§ **DIRECTIONS FOR THIS TASK**
Quote every line of the data below as it stands, omitting pictures.

§ **SUPPLIED DATA**

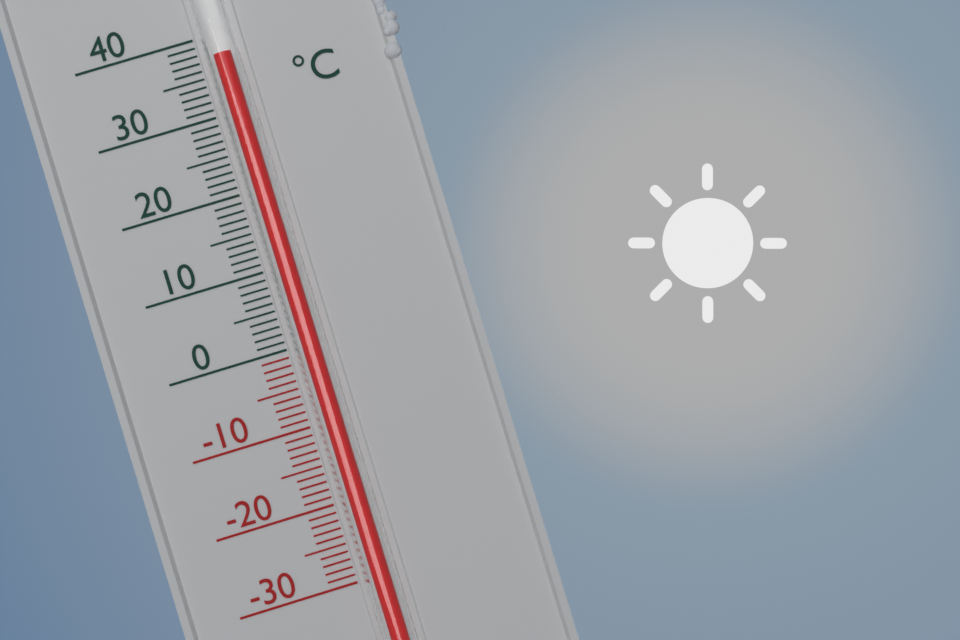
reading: 37 °C
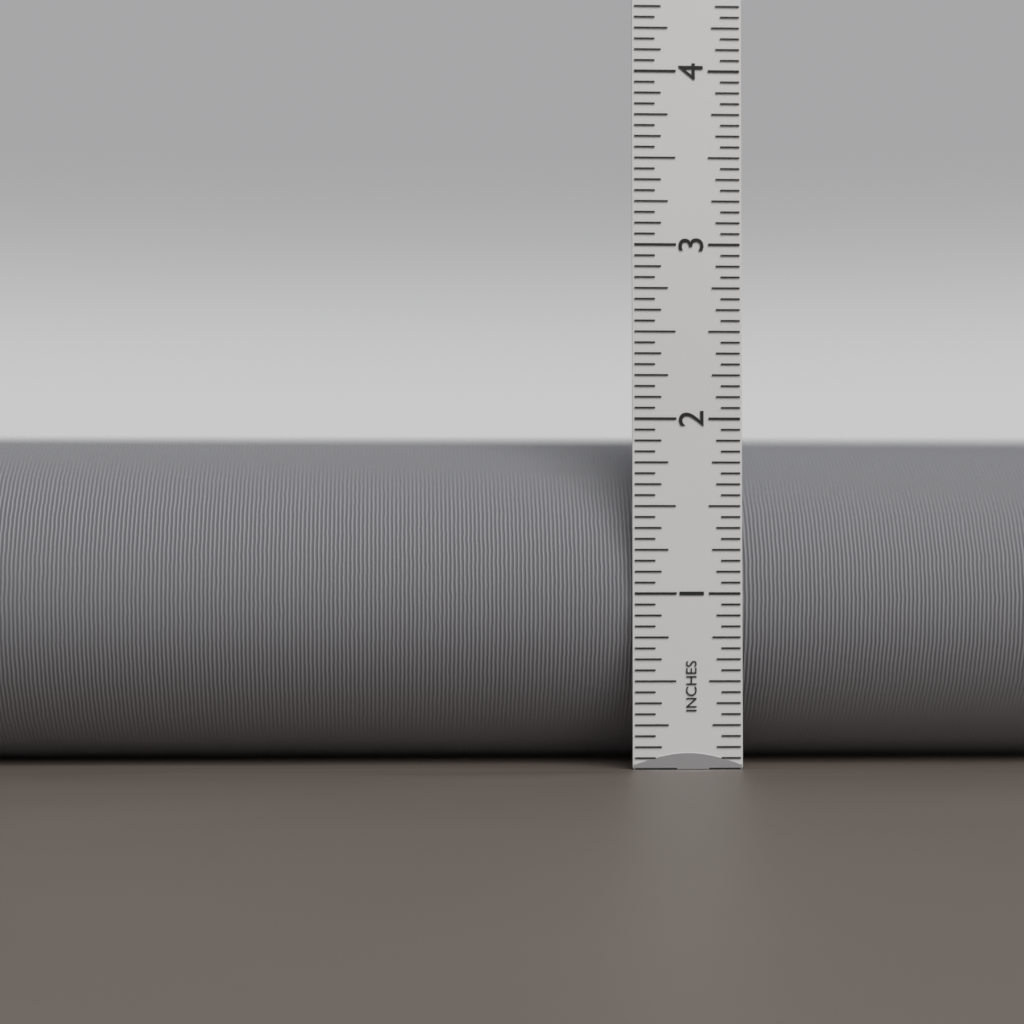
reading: 1.9375 in
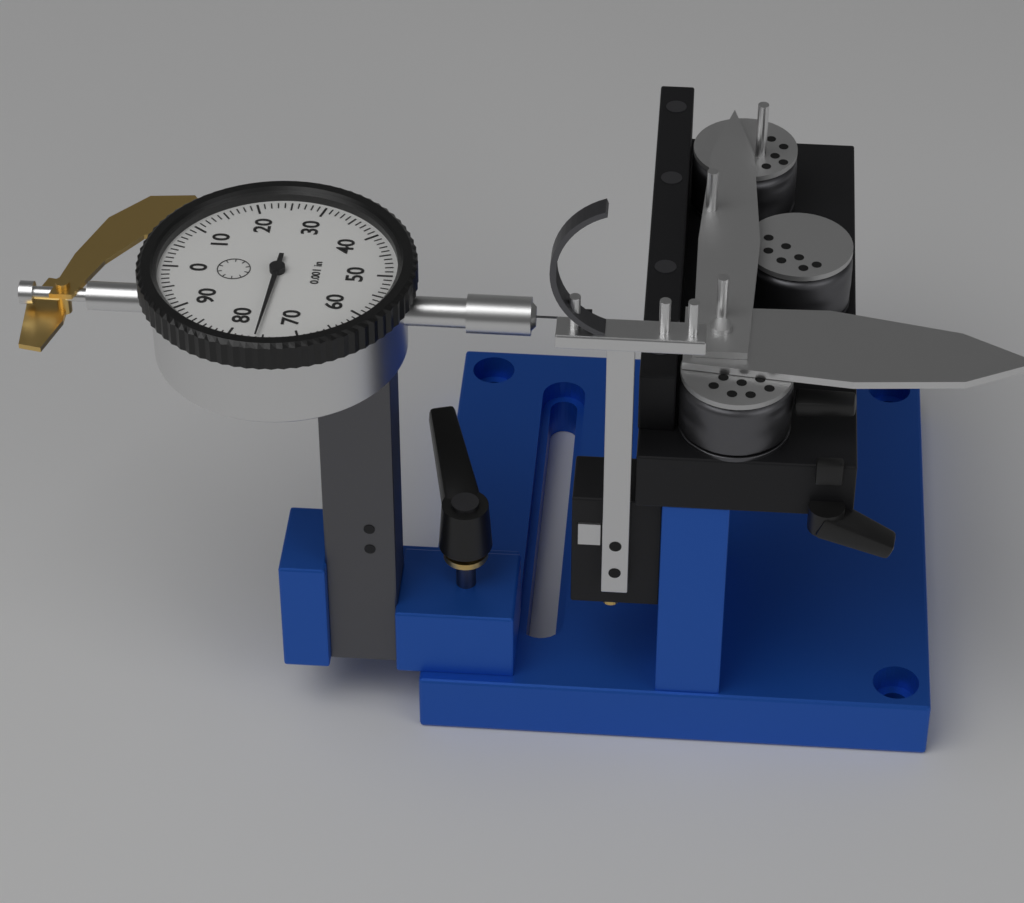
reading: 0.076 in
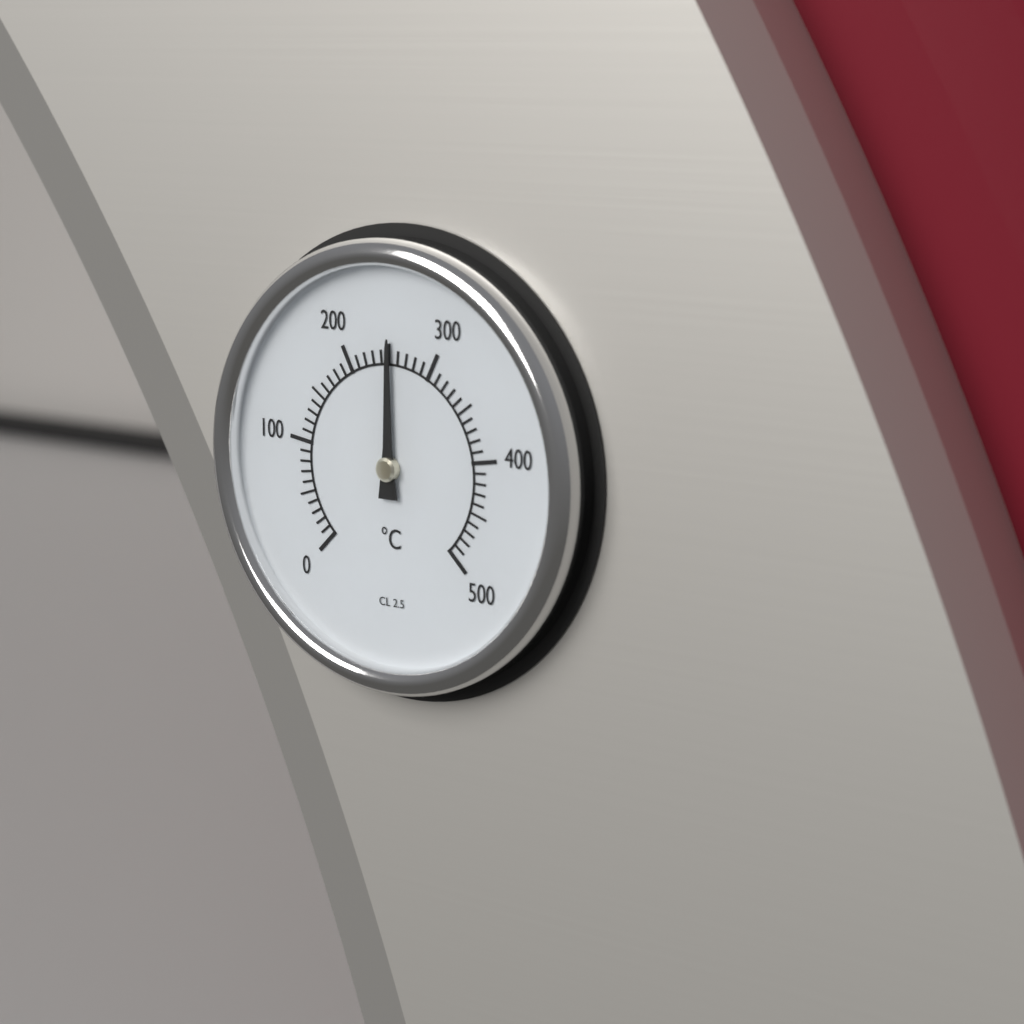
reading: 250 °C
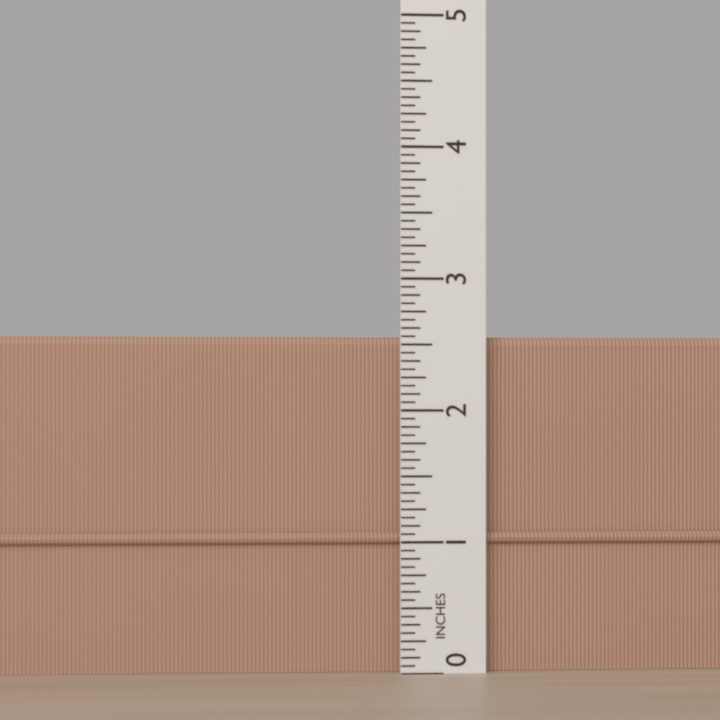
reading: 2.5625 in
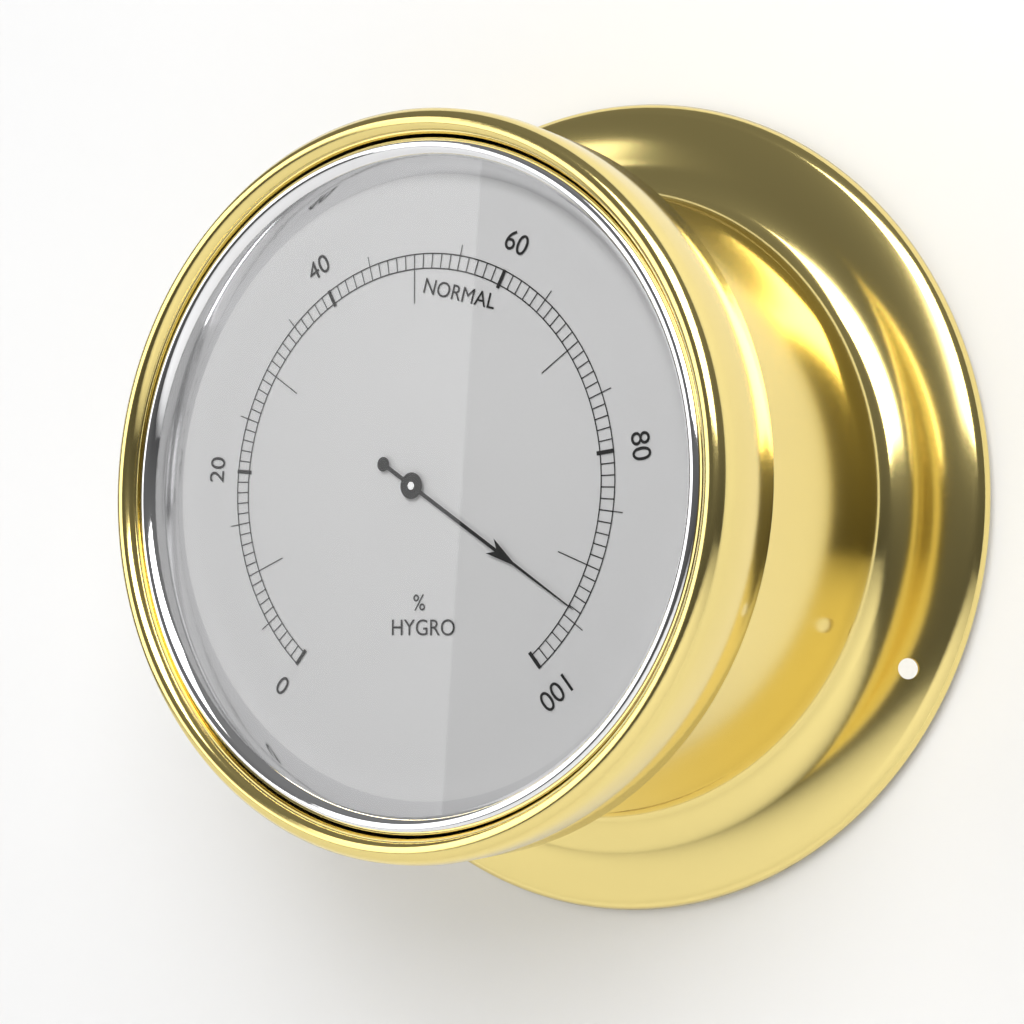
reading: 94 %
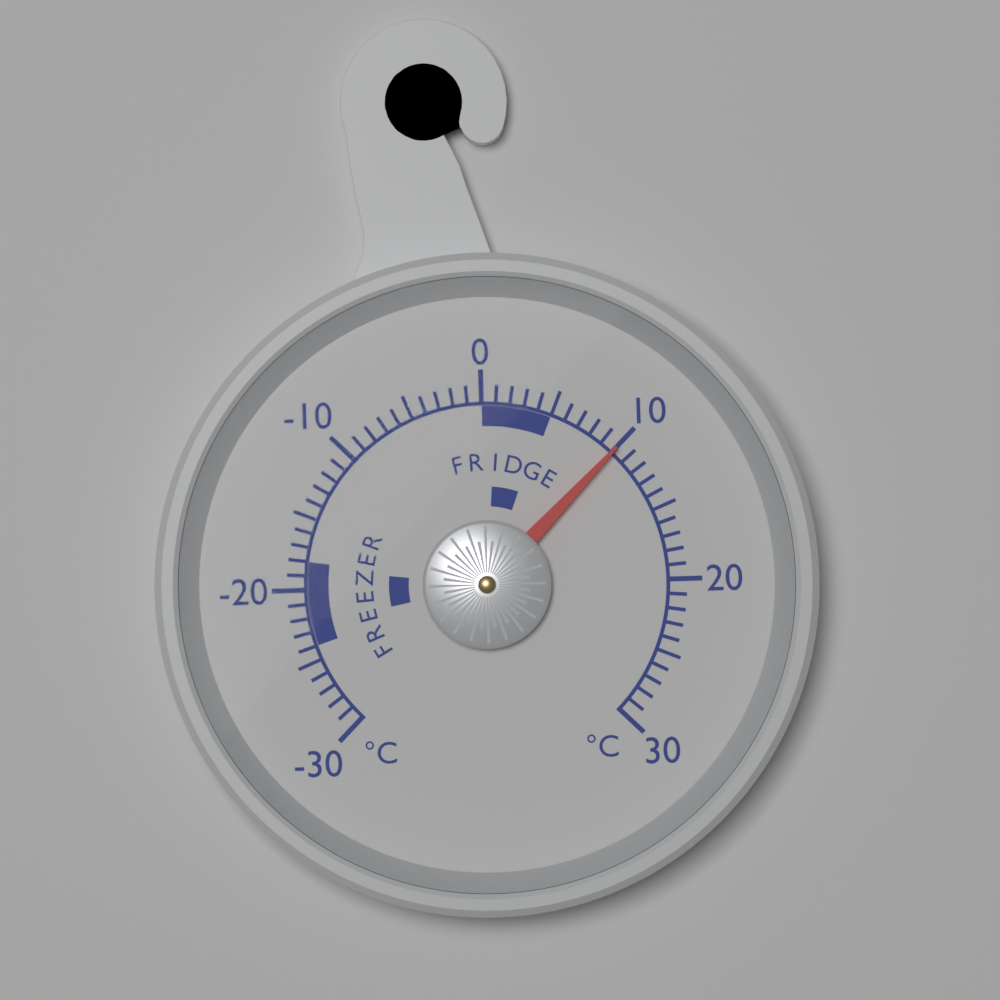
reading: 10 °C
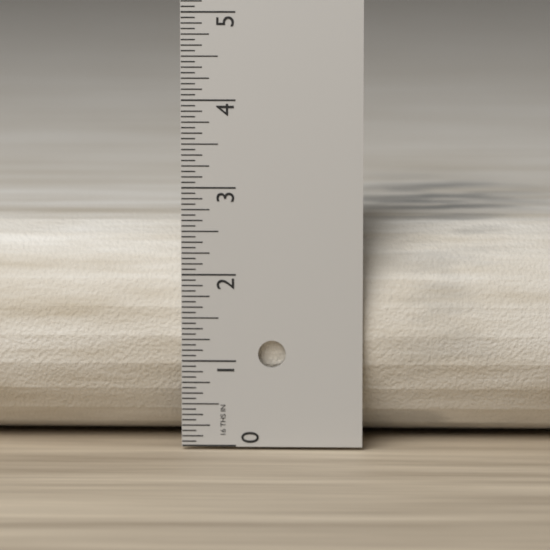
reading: 2.5625 in
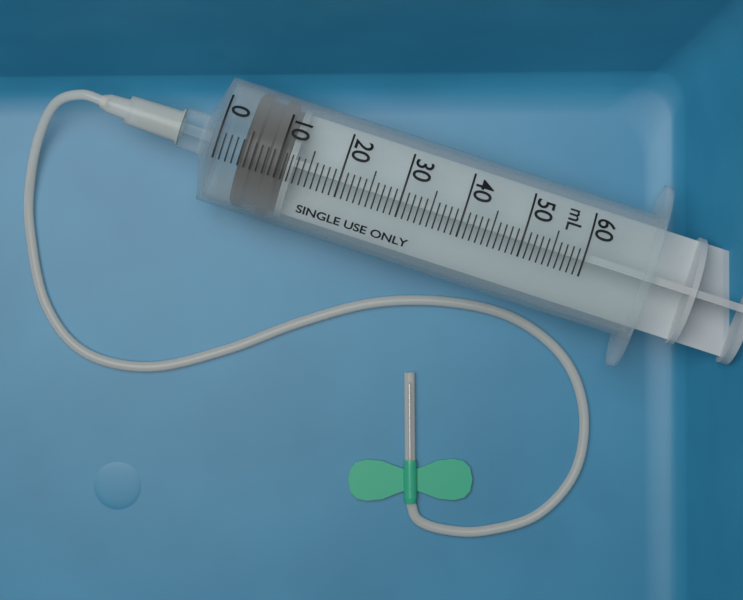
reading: 4 mL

§ **ANSWER TO THIS EXERCISE**
reading: 37 °C
reading: 1.9375 in
reading: 0.076 in
reading: 250 °C
reading: 2.5625 in
reading: 94 %
reading: 10 °C
reading: 2.5625 in
reading: 4 mL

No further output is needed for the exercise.